John Deere’s ambition to immerse both its products and its customers in a globe-spanning digital matrix with information at the finger tips of all those who choose to participate, took another step forward recently with news of a deal with Fusionware.
That the company is keen to transition from just a builder of tractors to a holistic supplier of farming mechanisation and its management is no secret, and this integration, we are assured, carries the plan forward.
Clarity required
Quite what is entailed and quite what it means to the average farmer is, though, a little more opaque, and the joint statement can present a challenge to customers who might lie outside the charmed loop of digital experts to whom understanding of computing matters comes more naturally.
First, we might address the question of just who or what Fusionware is. The company describes itself as “a leading end-to-end ‘cloud-based’ supply chain platform”.
Many might fall at this primary hurdle, yet perseverance suggests that it is a programme, as they used to be called, which encompasses and records all that happens to a product as it passes from field to shelf, in the food industry anyway.
This conclusion is supported by the mention of it being an API, which, as a little research confirms, stands for Application Programming Interface, a slice of wizardry that allows various computer programmes to get along nicely and talk to each other.
Purpose of Fusionware
The upshot being that, as far as can be made out, farmers equipped with a device upon which Fusionware is installed can check to see what mischief embroils their tractors without popping into the John Deere operations centre to do so.
In other words, it is another app by which machine activity can be monitored as well as any other information that is stored on the John Deere database, including precision agriculture data.
But why this extra layer of computing? It appears that Fusionware stretches right along the supply chain, so a farmer using it can link it to other systems that are of relevance to his operation, such as that of a feed mill or grain silo.
This, if one’s understanding is correct, is the kernel of the development and it may well carry potential for farmers should it eventually arrive in Ireland.
The opportunity to have all the farm business data pooled in one place and accessible through any device, be it a PC, tablet or mobile phone, may well be welcomed by larger growers, but it would have been so much easier if John Deere had just said so.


● **WORK REQUEST**
Could you filter the listing for lines with the word "leaks" and return them?

▼

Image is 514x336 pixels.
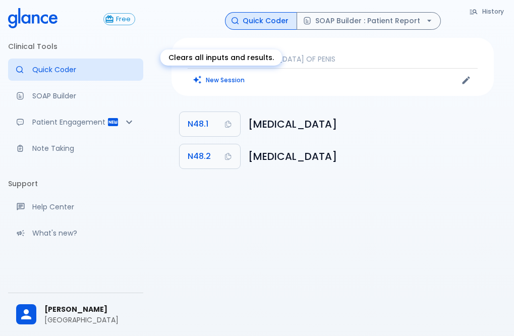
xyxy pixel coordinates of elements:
li: Support [8,172,143,196]
li: Clinical Tools [8,34,143,59]
p: Note Taking [32,143,135,153]
a: Advanced note-taking [8,137,143,159]
button: Copy Code N48.2 to clipboard [180,144,240,169]
div: [PERSON_NAME][GEOGRAPHIC_DATA] [8,297,143,332]
button: History [464,4,510,19]
h6: Other inflammatory disorders of penis [248,148,486,165]
p: Quick Coder [32,65,135,75]
p: What's new? [32,228,135,238]
p: Help Center [32,202,135,212]
p: [GEOGRAPHIC_DATA] [44,315,135,325]
li: Settings [8,256,143,281]
button: Edit [459,73,474,88]
div: Recent updates and feature releases [8,222,143,244]
p: Patient Engagement [32,117,107,127]
button: Free [103,13,135,25]
button: Quick Coder [225,12,297,30]
button: Copy Code N48.1 to clipboard [180,112,240,136]
a: Click to view or change your subscription [103,13,143,25]
a: Get help from our support team [8,196,143,218]
button: SOAP Builder : Patient Report [297,12,441,30]
p: SOAP Builder [32,91,135,101]
span: N48.2 [188,149,211,164]
p: INFLAMATION OF [MEDICAL_DATA] OF PENIS [188,54,478,64]
span: N48.1 [188,117,208,131]
div: Patient Reports & Referrals [8,111,143,133]
h6: Balanoposthitis [248,116,486,132]
div: Clears all inputs and results. [160,49,282,66]
span: Free [112,16,135,23]
button: Clears all inputs and results. [188,73,251,87]
a: Docugen: Compose a clinical documentation in seconds [8,85,143,107]
a: Moramiz: Find ICD10AM codes instantly [8,59,143,81]
span: [PERSON_NAME] [44,304,135,315]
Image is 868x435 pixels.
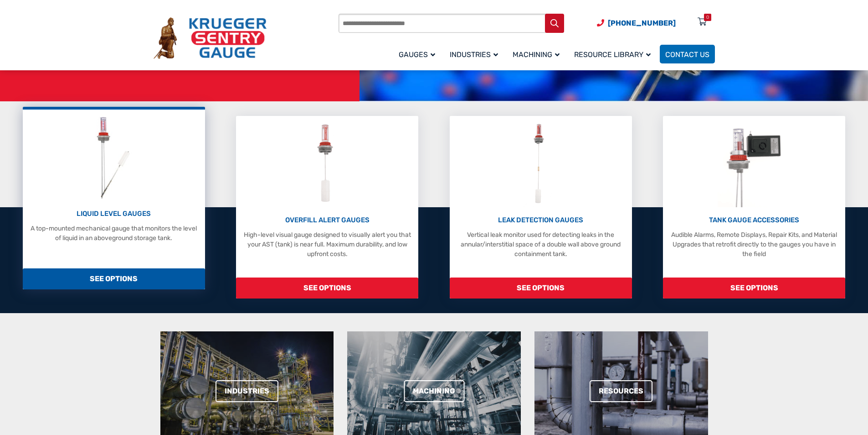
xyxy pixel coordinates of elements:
[523,121,559,207] img: Leak Detection Gauges
[404,380,465,402] a: Machining
[668,215,841,225] p: TANK GAUGE ACCESSORIES
[23,107,205,289] a: Liquid Level Gauges LIQUID LEVEL GAUGES A top-mounted mechanical gauge that monitors the level of...
[513,50,560,59] span: Machining
[399,50,435,59] span: Gauges
[574,50,651,59] span: Resource Library
[23,268,205,289] span: SEE OPTIONS
[444,43,507,65] a: Industries
[663,116,846,298] a: Tank Gauge Accessories TANK GAUGE ACCESSORIES Audible Alarms, Remote Displays, Repair Kits, and M...
[454,230,627,259] p: Vertical leak monitor used for detecting leaks in the annular/interstitial space of a double wall...
[450,277,632,298] span: SEE OPTIONS
[241,230,414,259] p: High-level visual gauge designed to visually alert you that your AST (tank) is near full. Maximum...
[393,43,444,65] a: Gauges
[89,114,138,201] img: Liquid Level Gauges
[507,43,569,65] a: Machining
[569,43,660,65] a: Resource Library
[668,230,841,259] p: Audible Alarms, Remote Displays, Repair Kits, and Material Upgrades that retrofit directly to the...
[241,215,414,225] p: OVERFILL ALERT GAUGES
[454,215,627,225] p: LEAK DETECTION GAUGES
[27,208,200,219] p: LIQUID LEVEL GAUGES
[663,277,846,298] span: SEE OPTIONS
[666,50,710,59] span: Contact Us
[307,121,348,207] img: Overfill Alert Gauges
[597,17,676,29] a: Phone Number (920) 434-8860
[154,17,267,59] img: Krueger Sentry Gauge
[718,121,791,207] img: Tank Gauge Accessories
[236,277,419,298] span: SEE OPTIONS
[450,50,498,59] span: Industries
[450,116,632,298] a: Leak Detection Gauges LEAK DETECTION GAUGES Vertical leak monitor used for detecting leaks in the...
[707,13,709,21] div: 0
[590,380,653,402] a: Resources
[216,380,278,402] a: Industries
[236,116,419,298] a: Overfill Alert Gauges OVERFILL ALERT GAUGES High-level visual gauge designed to visually alert yo...
[27,224,200,243] p: A top-mounted mechanical gauge that monitors the level of liquid in an aboveground storage tank.
[608,19,676,27] span: [PHONE_NUMBER]
[660,45,715,63] a: Contact Us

▲

● **RESPONSE TO THE EXERCISE**
[454,230,627,259] p: Vertical leak monitor used for detecting leaks in the annular/interstitial space of a double wall...
[450,116,632,298] a: Leak Detection Gauges LEAK DETECTION GAUGES Vertical leak monitor used for detecting leaks in the...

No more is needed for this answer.